Job Methods is, in the end, a simple discipline: to look hard at a job you have done the same way for years, to ask whether each part of it is really necessary, and to make the necessary parts easier and safer rather than asking anyone to work harder or in a hurry.

The supervisors who use this method find that it reaches their most important goals at once — greater quantities of quality product in less time, by making better use of the manpower, machines, materials, and methods already on hand. And the best source of those improvements is not an outside expert; it is the supervisor and the operators, who know the jobs better than anyone.

So pick a short job, break it down, question every detail, develop the better way, and put it to work — and remember that there is always a better way still:

One improvement today is worth far more than the same improvement next year.
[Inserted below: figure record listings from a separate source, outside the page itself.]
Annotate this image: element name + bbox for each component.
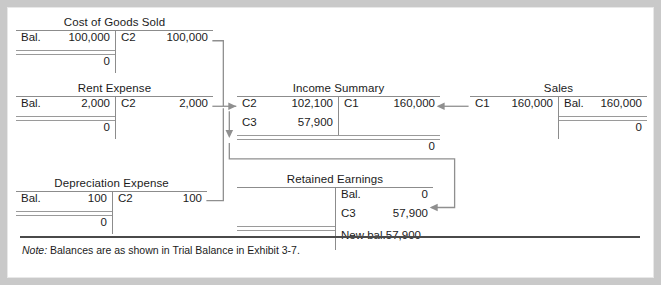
posting-ref: C2 [116, 31, 151, 43]
posting-ref: C3 [336, 207, 371, 219]
exhibit-frame: Cost of Goods Sold Bal. 100,000 0 [0, 0, 661, 285]
arrowhead-down-to-c3 [226, 130, 234, 138]
spacer-row [339, 116, 440, 135]
account-title-income-summary: Income Summary [237, 82, 440, 96]
account-title-cost-of-goods-sold: Cost of Goods Sold [16, 16, 213, 30]
balance-row: 0 [237, 140, 440, 158]
posting-row: Bal. 160,000 [559, 97, 647, 116]
account-title-sales: Sales [470, 82, 647, 96]
connector-cogs-to-trunk [212, 41, 223, 107]
note-body-text: Balances are as shown in Trial Balance i… [47, 244, 300, 256]
posting-ref: C1 [339, 97, 374, 109]
posting-ref: C2 [113, 192, 148, 204]
posting-ref: Bal. [559, 97, 594, 109]
posting-row: C1 160,000 [470, 97, 558, 116]
spacer-row [237, 207, 335, 226]
posting-amount: 160,000 [374, 97, 440, 109]
spacer-row [470, 116, 558, 135]
posting-amount: 2,000 [51, 97, 115, 109]
posting-ref: Bal. [16, 31, 51, 43]
balance-row: 0 [16, 121, 115, 139]
note-divider [20, 236, 640, 238]
account-title-depreciation-expense: Depreciation Expense [16, 177, 207, 191]
posting-row: C3 57,900 [237, 116, 338, 135]
balance-amount: 0 [559, 121, 647, 133]
posting-ref: C2 [237, 97, 272, 109]
posting-amount: 0 [371, 188, 433, 200]
posting-amount: 100,000 [151, 31, 213, 43]
balance-row: 0 [559, 121, 647, 139]
posting-amount: 100 [51, 192, 112, 204]
new-balance-label: New bal. [341, 229, 386, 241]
new-balance-amount: 57,900 [386, 229, 421, 241]
posting-row: C2 100 [113, 192, 207, 211]
taccount-sales: Sales C1 160,000 Bal. 160,000 [470, 82, 647, 139]
posting-amount: 57,900 [272, 116, 338, 128]
posting-ref: C3 [237, 116, 272, 128]
posting-amount: 160,000 [594, 97, 647, 109]
posting-amount: 57,900 [371, 207, 433, 219]
account-title-retained-earnings: Retained Earnings [237, 173, 433, 187]
posting-amount: 160,000 [505, 97, 558, 109]
posting-amount: 100,000 [51, 31, 115, 43]
posting-ref: C1 [470, 97, 505, 109]
taccount-income-summary: Income Summary C2 102,100 C3 57,900 [237, 82, 440, 158]
posting-row: Bal. 0 [336, 188, 433, 207]
posting-row: C1 160,000 [339, 97, 440, 116]
posting-row: C3 57,900 [336, 207, 433, 226]
new-balance-row: New bal. 57,900 [336, 229, 433, 247]
posting-row: Bal. 2,000 [16, 97, 115, 116]
posting-row: C2 2,000 [116, 97, 213, 116]
posting-ref: C2 [116, 97, 151, 109]
taccount-depreciation-expense: Depreciation Expense Bal. 100 0 [16, 177, 207, 234]
taccount-rent-expense: Rent Expense Bal. 2,000 0 [16, 82, 213, 139]
balance-amount: 0 [16, 121, 115, 133]
posting-ref: Bal. [16, 97, 51, 109]
balance-amount: 0 [16, 55, 115, 67]
posting-amount: 102,100 [272, 97, 338, 109]
account-title-rent-expense: Rent Expense [16, 82, 213, 96]
spacer-row [237, 188, 335, 207]
arrowhead-into-income-summary-debit [228, 102, 236, 110]
posting-ref: Bal. [16, 192, 51, 204]
balance-row: 0 [16, 216, 112, 234]
balance-row: 0 [16, 55, 115, 73]
posting-row: C2 100,000 [116, 31, 213, 50]
posting-row: Bal. 100,000 [16, 31, 115, 50]
posting-row: C2 102,100 [237, 97, 338, 116]
taccount-retained-earnings: Retained Earnings Bal. 0 [237, 173, 433, 250]
exhibit-panel: Cost of Goods Sold Bal. 100,000 0 [7, 7, 654, 278]
posting-row: Bal. 100 [16, 192, 112, 211]
posting-amount: 100 [148, 192, 207, 204]
balance-amount: 0 [16, 216, 112, 228]
note-lead-label: Note: [22, 244, 47, 256]
posting-amount: 2,000 [151, 97, 213, 109]
taccount-cost-of-goods-sold: Cost of Goods Sold Bal. 100,000 0 [16, 16, 213, 73]
posting-ref: Bal. [336, 188, 371, 200]
exhibit-note: Note: Balances are as shown in Trial Bal… [22, 244, 300, 256]
balance-amount: 0 [429, 140, 440, 152]
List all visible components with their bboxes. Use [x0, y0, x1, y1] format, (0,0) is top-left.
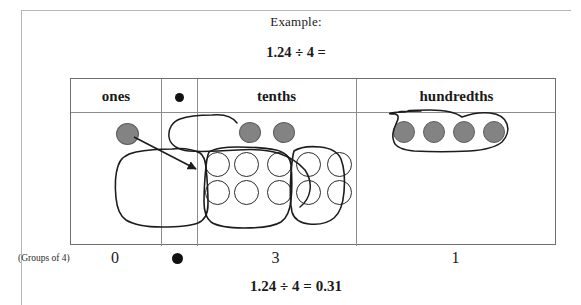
hundredths-filled-disc — [393, 121, 415, 143]
hundredths-filled-disc — [423, 121, 445, 143]
decimal-point-icon — [175, 93, 184, 102]
tenths-open-disc — [267, 152, 292, 177]
tenths-open-disc — [267, 180, 292, 205]
tenths-filled-disc — [273, 122, 295, 143]
column-divider-tenths-hundredths — [356, 79, 357, 246]
column-header-ones: ones — [71, 79, 161, 113]
answer-digit-tenths: 3 — [196, 246, 355, 270]
column-divider-ones-decimal — [161, 79, 162, 246]
answer-digit-ones: 0 — [70, 246, 160, 270]
ones-filled-disc — [116, 123, 139, 145]
tenths-filled-disc — [239, 122, 261, 143]
groups-of-label: (Groups of 4) — [18, 249, 70, 267]
tenths-open-disc — [296, 152, 321, 177]
tenths-open-disc — [205, 180, 230, 205]
tenths-open-disc — [327, 180, 352, 205]
table-header-row: ones tenths hundredths — [71, 79, 555, 113]
answer-digit-hundredths: 1 — [355, 246, 556, 270]
column-header-hundredths: hundredths — [356, 79, 557, 113]
column-header-tenths: tenths — [197, 79, 356, 113]
column-header-decimal-point — [161, 79, 197, 113]
tenths-open-disc — [234, 180, 259, 205]
example-label: Example: — [21, 14, 571, 30]
problem-statement: 1.24 ÷ 4 = — [21, 44, 571, 61]
tenths-open-disc — [234, 152, 259, 177]
answer-decimal-point-icon — [172, 253, 183, 264]
answer-digit-row: (Groups of 4) 0 3 1 — [0, 246, 581, 270]
column-divider-decimal-tenths — [197, 79, 198, 246]
place-value-table: ones tenths hundredths — [70, 78, 556, 245]
hundredths-filled-disc — [483, 121, 505, 143]
tenths-open-disc — [327, 152, 352, 177]
tenths-open-disc — [205, 152, 230, 177]
final-answer: 1.24 ÷ 4 = 0.31 — [21, 278, 571, 295]
tenths-open-disc — [296, 180, 321, 205]
hundredths-filled-disc — [453, 121, 475, 143]
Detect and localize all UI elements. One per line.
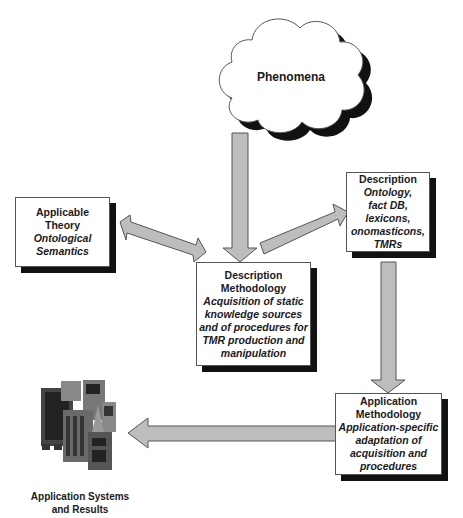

This is the whole story — let's put it to work.

When you are ready to go further, the companion guides continue the work: Job Instruction for teaching a job well, Job Relations for leading people and handling problems, and the Training Within Industry umbrella guide for the history and context behind all three.

In closing

Job Methods is the disciplined way to improve a job: break it down, question every detail (Why · What · Where · When · Who · How), develop the new method (eliminate · combine · rearrange · simplify), and apply it (sell · approvals · use · credit) — without asking anyone to work harder.

Skill comes from doing, not from knowing the card. So pick a short job, work the four steps, and put one improvement a week to work. Then study the companion programs, Job Instruction and Job Relations, when you are ready to go further.